Nitrates Directive remains necessary, relevant and effective to protect EU waters, confirms EU Commission evaluation
Brussels, 15 July 2026 – The European Commission today published the results of its evaluation of the Nitrates Directive. The report reaffirms the Directive’s critical role in tackling nitrogen pollution from agriculture and protecting Europe’s water but highlights need for better implementation, reports the European Environmental Bureau (EEB).
The evaluation, which is the first full assessment of the Nitrates Directive since its adoption and has lasted nearly three years, concludes that the Directive remains necessary, relevant and effective. It sets the EU on course to bring Europe’s rivers, lakes, groundwater and coastal waters back to good health through the full implementation and enforcement of the Nitrates Directive.
The message from the Commission is clear, the Nitrates Directive is a flexible yet effective tool in curbing nitrate pollution from agricultural sources, allowing Member States to adapt measures to local conditions, but reminds that this flexibility comes with a responsibility on Member States to impose and enforce the necessary measures.
The conclusions come against a backdrop of growing evidence that nitrate pollution in water is imposing increasingly steep costs on ecosystems, human health, public budgets, and the wider economy. The EEB welcomes the confirmation that the Nitrates Directive is a key tool for reducing and preventing agricultural pollution at source and must be fully implemented.
Sara Johansson, Policy Manager for Water, EEB, said:
“National courts and the latest scientific evidence have confirmed the dangers of nitrate pollution from agriculture choking EU rivers and poisoning drinking water. This report confirms that with proper implementation the Nitrates Directive is the most cost-effective way to reverse the damage and provide relief to EU waters.”
Pressing the need for implementation and enforcement
By aiming to reduce and prevent water pollution caused by nitrates from agricultural sources, the Nitrates Directive remains one of Europe’s most important environmental laws, which helps deliver the goals of the Water Framework Directive, Drinking Water Directive and Habitats Directive as well as the objectives of the Water Resilience Strategy.
The evaluation comes against the backdrop of persistent and worrying implementation failures across Europe. More than a third of groundwater bodies, rivers, lakes and coastal waters are negatively affected by agricultural pollution. The cost of this mess already exceeds €22 billion per year, or €60 million per day.
While the Commission hails the Directive’s manure limit as a pivotal benchmark in curbing the negative environmental impacts of intensive animal rearing, this is contradicted by recent and further proposed policy changes by the Commission to relax those same rules, which decreases pressure on EU countries to de-intensify animal rearing systems risk increasing nitrate pollution, something the EEB has criticised.
The solutions already exist
The Nitrates Directive has provided EU countries with the tools to tackle agricultural water pollution for 35 years.
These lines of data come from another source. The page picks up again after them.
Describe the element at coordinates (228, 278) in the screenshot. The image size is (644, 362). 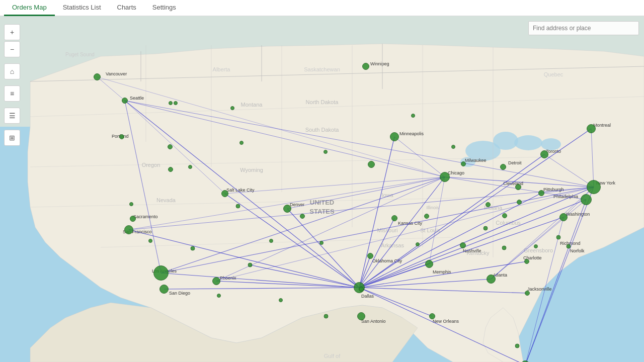
I see `svg-text: Phoenix` at that location.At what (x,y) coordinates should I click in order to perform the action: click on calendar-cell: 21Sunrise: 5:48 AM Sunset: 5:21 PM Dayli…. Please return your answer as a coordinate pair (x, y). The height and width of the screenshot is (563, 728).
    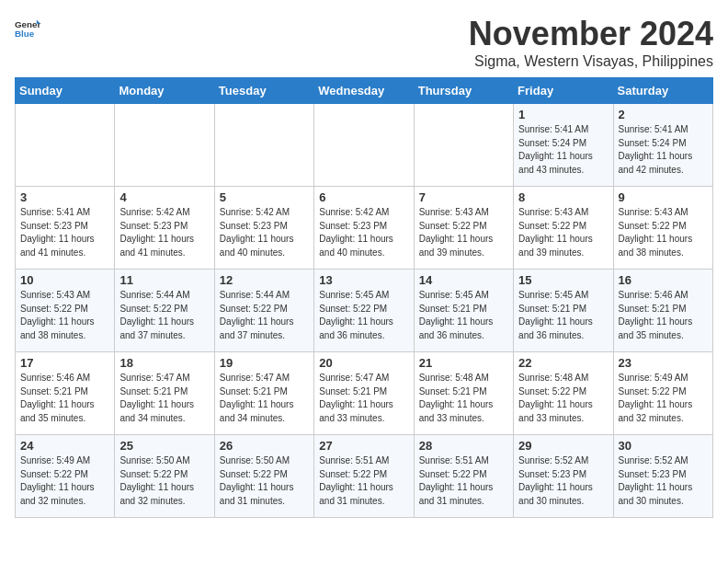
    Looking at the image, I should click on (463, 394).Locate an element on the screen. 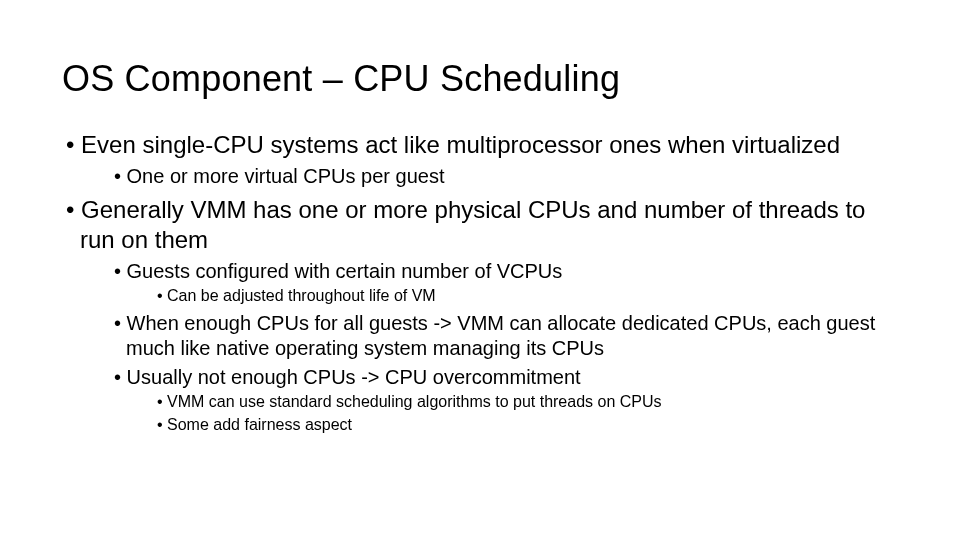  list-item: One or more virtual CPUs per guest is located at coordinates (504, 176).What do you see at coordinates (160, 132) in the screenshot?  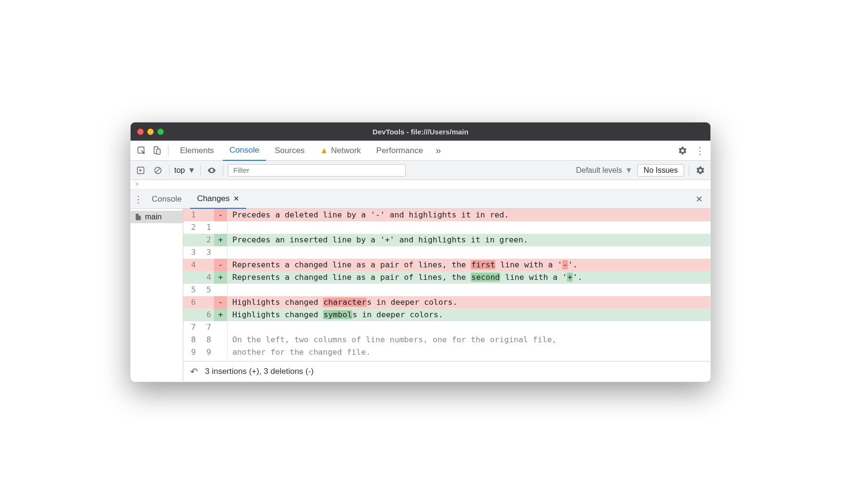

The priority now must be implementing and enforcing them to help restore Europe’s waters, says the EEB.
As Member States prepare the next cycle of implementation plans to achieve objectives under the Water Framework Objective, this is a not-to-be-missed opportunity to speed up efforts to promote farming practices that work with nature and that respects ecological limits. The evaluation report confirms this is a good investment: the benefits of reducing agricultural pollution of water – which include safe drinking water and resilient food production – are 3-7 times higher than the costs to implement the Nitrates Directive.
ENDS
Notes to editors
- The Nitrates Directive aims to reduce and prevent nitrate pollution of water from agricultural sources. It requires Member States to monitor water quality, identify areas that drain into water that are polluted, or at risk of pollution, from agriculture and to draw up action programmes for those areas.
- The Directive offers Member States strong flexibility when designing measures, taking account of national and regional specificities, such as soil types and climatic conditions, as long as the water protection objectives are met.
- The RENURE act, adopted in February 2026, allow Member States to authorise the application of certain fertiliser products recovered from manure above the manure limit set in the Nitrates Directive. This represents a near 50% increase in the amount of nitrogen from manure that can be applied on fields.
- In the Fertiliser Action Plan, and re-confirmed in the Livestock Strategy, the Commission announced its intention to expand the RENURE act to also allow the application of digested manure above the limite set in the Nitrates Directive, something that the EEB together with farmers, environmental and civil society organisations have criticised.